Half-hour bomb barrage kills 47 in Baghdad
A barrage of co-ordinated bomb and rocket attacks in eastern Baghdad killed at least 47 people and wounded more than 200 within half an hour, police and hospital officials said.
The latest spasm of violence yesterday – which included explosives planted in apartments, car bombs and several rocket and mortar attacks on mainly Shiite neighbourhoods in the capital – came even as Prime Minister Nouri Maliki said Iraqi forces should have control over most of the country by year’s end.
The Baghdad bombings – centred on neighbourhoods controlled by Shiite militias, some of which Sunni Arabs accuse of running death squads – brought the day’s death toll across the country to at least 68.
Attackers rented apartments and shops in buildings a few days ago and planted explosives in them, detonating them by remote control almost simultaneously last night, said Maj. Gen. Jihad Liaabi, director of the Interior Ministry’s counterterrorism unit.
One of the targeted buildings was a medical centre housing doctors’ offices in al-Hamza Square on the outskirts of the Sadr City slum in east Baghdad, he told state television.
The attacks occurred between 6pm and 6:30pm and included a car bomb at a market, another behind a telephone exchange building and several rocket and mortar attacks, police said.
Police and witnesses said bodies had still not been recovered from the buildings and the death toll could rise.
Earlier in the day, a suicide car bomber killed two people at a gas station, while a British Embassy convoy was targeted in the upscale Mansour neighbourhood in western Baghdad. Two passers-by were wounded in the convoy attack, police said.
The bloodshed was part of a violent week that has left hundreds of Iraqis dead.
Maliki said Iraqi forces will assume responsibility for Dhi Qar province in the south in September, making it the second of Iraq’s 18 provinces that local forces would take control over.
“This makes us optimistic and proud because we managed to fulfil our promise,” Maliki said. Iraqi authorities took over Muthanna province in the south from the British in July.
Dhi Qar is populated mainly by Shiite Muslims. Compared to more volatile areas, such as Anbar province in the west and Baghdad, it has been spared much of the sectarian violence. However, US commanders recently expressed concern about the growing influence of Shiite militias in the area, many of whom they say receive support from Iran.
Handing over territory from coalition control to Iraqi control is a key part of any eventual drawdown of US troops in the country.
US President George Bush has insisted that American troops must remain in Iraq until the country’s forces are capable of full control.
Despite the rash of violence during the past week, US officials have lauded the results of a security crackdown in the capital that they say has resulted in a dramatic fall in sectarian killings. They reported the murder rate in Baghdad dropped almost 50% in August compared to July, but that figure could not be independently confirmed.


_ACTIVITY_:
In the answer, each entry below appears exactly as given, and no picture appears at all.

Dataset listings of figures:

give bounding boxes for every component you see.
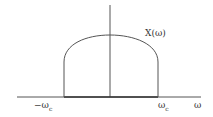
left-cutoff-symbol: −ω bbox=[34, 100, 49, 110]
right-cutoff-label: ωc bbox=[158, 101, 169, 112]
left-cutoff-label: −ωc bbox=[34, 101, 52, 112]
spectrum-curve bbox=[64, 35, 158, 97]
function-label: X(ω) bbox=[145, 29, 166, 38]
axis-label-omega: ω bbox=[194, 101, 201, 110]
spectrum-diagram bbox=[0, 0, 213, 117]
right-cutoff-subscript: c bbox=[165, 105, 168, 112]
left-cutoff-subscript: c bbox=[49, 105, 52, 112]
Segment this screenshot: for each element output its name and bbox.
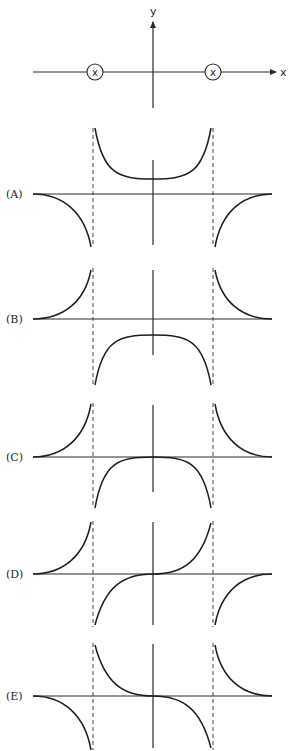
- y-axis-label: y: [150, 5, 157, 18]
- option-label: (C): [6, 451, 23, 464]
- charge-right: x: [205, 64, 221, 80]
- curve-outer-right: [215, 574, 272, 625]
- option-label: (A): [6, 188, 23, 201]
- curve-outer-left: [33, 404, 91, 457]
- option-label: (E): [6, 690, 23, 703]
- option-b-graph: (B): [6, 268, 272, 385]
- option-label: (B): [6, 313, 23, 326]
- curve-outer-right: [215, 645, 272, 696]
- curve-outer-left: [33, 696, 91, 750]
- curve-outer-right: [215, 194, 272, 247]
- option-d-graph: (D): [6, 521, 272, 627]
- x-axis-label: x: [280, 66, 287, 79]
- curve-outer-left: [33, 522, 91, 574]
- charge-symbol: x: [210, 67, 216, 78]
- electric-field-diagram: x y x x (A) (B) (C) (D) (E): [0, 0, 288, 751]
- curve-outer-left: [33, 194, 91, 247]
- option-e-graph: (E): [6, 643, 272, 750]
- charge-left: x: [87, 64, 103, 80]
- curve-outer-left: [33, 270, 91, 319]
- option-label: (D): [6, 568, 23, 581]
- charge-configuration-diagram: x y x x: [33, 5, 287, 108]
- option-a-graph: (A): [6, 128, 272, 247]
- curve-outer-right: [215, 270, 272, 319]
- charge-symbol: x: [92, 67, 98, 78]
- curve-outer-right: [215, 404, 272, 457]
- option-c-graph: (C): [6, 403, 272, 508]
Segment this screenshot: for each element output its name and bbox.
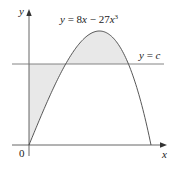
- line-label: y = c: [138, 49, 161, 61]
- x-axis-label: x: [161, 148, 167, 160]
- y-axis-arrow-icon: [26, 9, 31, 16]
- curve-label: y = 8x − 27x3: [59, 13, 119, 25]
- shaded-region-top: [66, 31, 129, 64]
- origin-label: 0: [19, 147, 25, 159]
- area-diagram: y = 8x − 27x3 y = c y x 0: [0, 0, 177, 170]
- x-axis-arrow-icon: [160, 142, 167, 147]
- y-axis-label: y: [18, 5, 24, 17]
- shaded-region-left: [29, 64, 66, 145]
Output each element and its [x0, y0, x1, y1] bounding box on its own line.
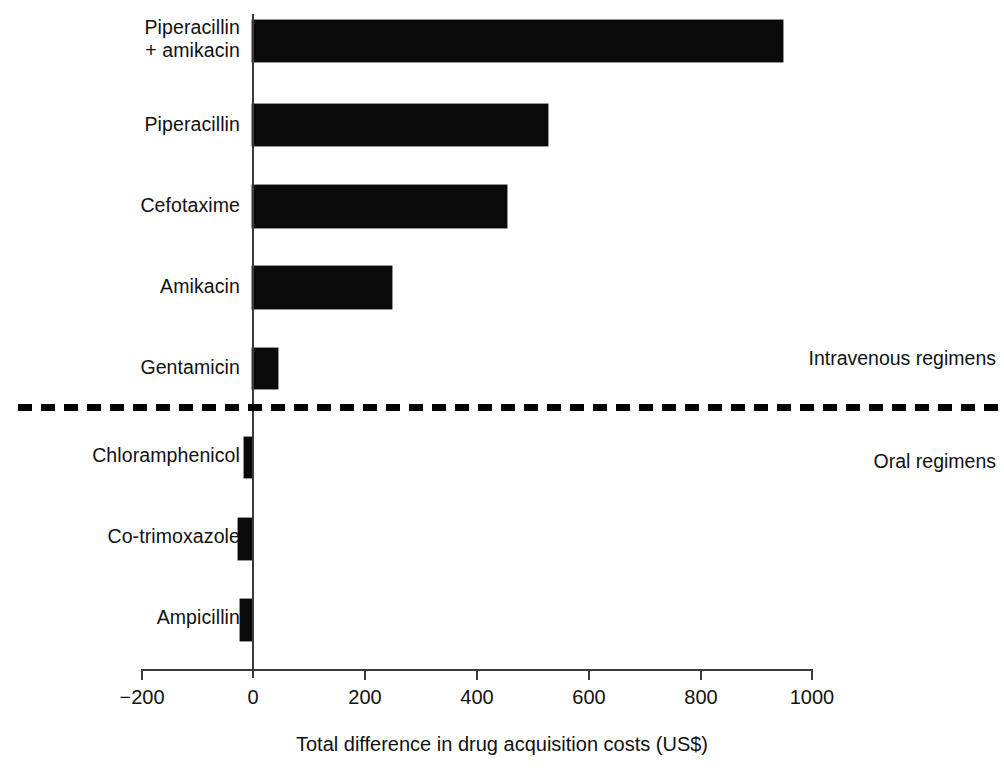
bar-piperacillin	[252, 104, 548, 146]
bar-co-trimoxazole	[238, 518, 252, 560]
category-label-piperacillin: Piperacillin	[145, 113, 241, 136]
x-tick-200	[364, 669, 366, 680]
bar-piperacillin-amikacin	[252, 20, 783, 62]
x-tick-label-800: 800	[656, 686, 746, 709]
x-tick-label-400: 400	[432, 686, 522, 709]
category-label-gentamicin: Gentamicin	[140, 356, 240, 379]
category-label-piperacillin-amikacin: Piperacillin + amikacin	[145, 16, 241, 62]
category-label-chloramphenicol: Chloramphenicol	[92, 444, 240, 467]
x-tick-label-1000: 1000	[767, 686, 857, 709]
bar-gentamicin	[252, 348, 278, 389]
x-tick-600	[588, 669, 590, 680]
x-tick-400	[476, 669, 478, 680]
x-tick-1000	[811, 669, 813, 680]
category-label-ampicillin: Ampicillin	[157, 606, 240, 629]
x-tick-label-600: 600	[544, 686, 634, 709]
annotation-intravenous-regimens: Intravenous regimens	[808, 347, 996, 370]
x-tick-label--200: −200	[97, 686, 187, 709]
regimen-divider-dashed-line	[18, 404, 1004, 411]
bar-amikacin	[252, 266, 392, 309]
chart-figure: Piperacillin + amikacin Piperacillin Cef…	[0, 0, 1004, 781]
zero-axis-line	[252, 14, 254, 678]
x-tick-label-200: 200	[320, 686, 410, 709]
x-tick-0	[252, 658, 254, 670]
category-label-cefotaxime: Cefotaxime	[140, 194, 240, 217]
category-label-co-trimoxazole: Co-trimoxazole	[107, 525, 240, 548]
x-tick-label-0: 0	[208, 686, 298, 709]
x-axis-title: Total difference in drug acquisition cos…	[0, 733, 1004, 756]
x-tick-800	[700, 669, 702, 680]
bar-cefotaxime	[252, 185, 507, 228]
annotation-oral-regimens: Oral regimens	[874, 450, 996, 473]
category-label-amikacin: Amikacin	[160, 275, 240, 298]
x-tick--200	[141, 669, 143, 680]
bar-ampicillin	[240, 599, 252, 641]
bar-chloramphenicol	[244, 437, 252, 478]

_EXERCISE SOLUTION_:
give bounding boxes for every component you see.
left-cutoff-symbol: −ω bbox=[34, 100, 49, 110]
right-cutoff-label: ωc bbox=[158, 101, 169, 112]
left-cutoff-label: −ωc bbox=[34, 101, 52, 112]
spectrum-curve bbox=[64, 35, 158, 97]
function-label: X(ω) bbox=[145, 29, 166, 38]
axis-label-omega: ω bbox=[194, 101, 201, 110]
spectrum-diagram bbox=[0, 0, 213, 117]
right-cutoff-subscript: c bbox=[165, 105, 168, 112]
left-cutoff-subscript: c bbox=[49, 105, 52, 112]
Segment this screenshot: for each element output its name and bbox.
- y-axis-label: y: [150, 5, 157, 18]
- option-label: (C): [6, 451, 23, 464]
- charge-right: x: [205, 64, 221, 80]
- curve-outer-right: [215, 574, 272, 625]
- option-label: (A): [6, 188, 23, 201]
- curve-outer-left: [33, 404, 91, 457]
- option-label: (E): [6, 690, 23, 703]
- option-b-graph: (B): [6, 268, 272, 385]
- option-label: (B): [6, 313, 23, 326]
- curve-outer-right: [215, 645, 272, 696]
- curve-outer-left: [33, 696, 91, 750]
- curve-outer-right: [215, 194, 272, 247]
- option-d-graph: (D): [6, 521, 272, 627]
- x-axis-label: x: [280, 66, 287, 79]
- curve-outer-left: [33, 522, 91, 574]
- charge-symbol: x: [210, 67, 216, 78]
- electric-field-diagram: x y x x (A) (B) (C) (D) (E): [0, 0, 288, 751]
- curve-outer-left: [33, 194, 91, 247]
- option-e-graph: (E): [6, 643, 272, 750]
- charge-left: x: [87, 64, 103, 80]
- curve-outer-left: [33, 270, 91, 319]
- option-label: (D): [6, 568, 23, 581]
- charge-configuration-diagram: x y x x: [33, 5, 287, 108]
- option-a-graph: (A): [6, 128, 272, 247]
- curve-outer-right: [215, 270, 272, 319]
- charge-symbol: x: [92, 67, 98, 78]
- curve-outer-right: [215, 404, 272, 457]
- option-c-graph: (C): [6, 403, 272, 508]
Segment this screenshot: for each element output its name and bbox.
- line-label: y = c: [138, 49, 161, 61]
- x-axis-label: x: [161, 148, 167, 160]
- y-axis-arrow-icon: [26, 9, 31, 16]
- curve-label: y = 8x − 27x3: [59, 13, 119, 25]
- shaded-region-top: [66, 31, 129, 64]
- origin-label: 0: [19, 147, 25, 159]
- area-diagram: y = 8x − 27x3 y = c y x 0: [0, 0, 177, 170]
- x-axis-arrow-icon: [160, 142, 167, 147]
- y-axis-label: y: [18, 5, 24, 17]
- shaded-region-left: [29, 64, 66, 145]
Output each element and its [x0, y0, x1, y1] bounding box on its own line.
bar-piperacillin	[252, 104, 548, 146]
bar-co-trimoxazole	[238, 518, 252, 560]
category-label-piperacillin: Piperacillin	[145, 113, 241, 136]
x-tick-200	[364, 669, 366, 680]
bar-piperacillin-amikacin	[252, 20, 783, 62]
x-tick-label-800: 800	[656, 686, 746, 709]
x-tick-label-400: 400	[432, 686, 522, 709]
category-label-gentamicin: Gentamicin	[140, 356, 240, 379]
category-label-piperacillin-amikacin: Piperacillin + amikacin	[145, 16, 241, 62]
category-label-chloramphenicol: Chloramphenicol	[92, 444, 240, 467]
x-tick-label-1000: 1000	[767, 686, 857, 709]
bar-gentamicin	[252, 348, 278, 389]
x-tick-600	[588, 669, 590, 680]
x-tick-400	[476, 669, 478, 680]
x-tick-1000	[811, 669, 813, 680]
category-label-ampicillin: Ampicillin	[157, 606, 240, 629]
x-tick-label-600: 600	[544, 686, 634, 709]
annotation-intravenous-regimens: Intravenous regimens	[808, 347, 996, 370]
x-tick-label--200: −200	[97, 686, 187, 709]
regimen-divider-dashed-line	[18, 404, 1004, 411]
bar-amikacin	[252, 266, 392, 309]
chart-figure: Piperacillin + amikacin Piperacillin Cef…	[0, 0, 1004, 781]
zero-axis-line	[252, 14, 254, 678]
x-tick-label-200: 200	[320, 686, 410, 709]
x-tick-0	[252, 658, 254, 670]
category-label-cefotaxime: Cefotaxime	[140, 194, 240, 217]
category-label-co-trimoxazole: Co-trimoxazole	[107, 525, 240, 548]
x-tick-label-0: 0	[208, 686, 298, 709]
x-axis-title: Total difference in drug acquisition cos…	[0, 733, 1004, 756]
x-tick-800	[700, 669, 702, 680]
bar-cefotaxime	[252, 185, 507, 228]
annotation-oral-regimens: Oral regimens	[874, 450, 996, 473]
category-label-amikacin: Amikacin	[160, 275, 240, 298]
x-tick--200	[141, 669, 143, 680]
bar-ampicillin	[240, 599, 252, 641]
bar-chloramphenicol	[244, 437, 252, 478]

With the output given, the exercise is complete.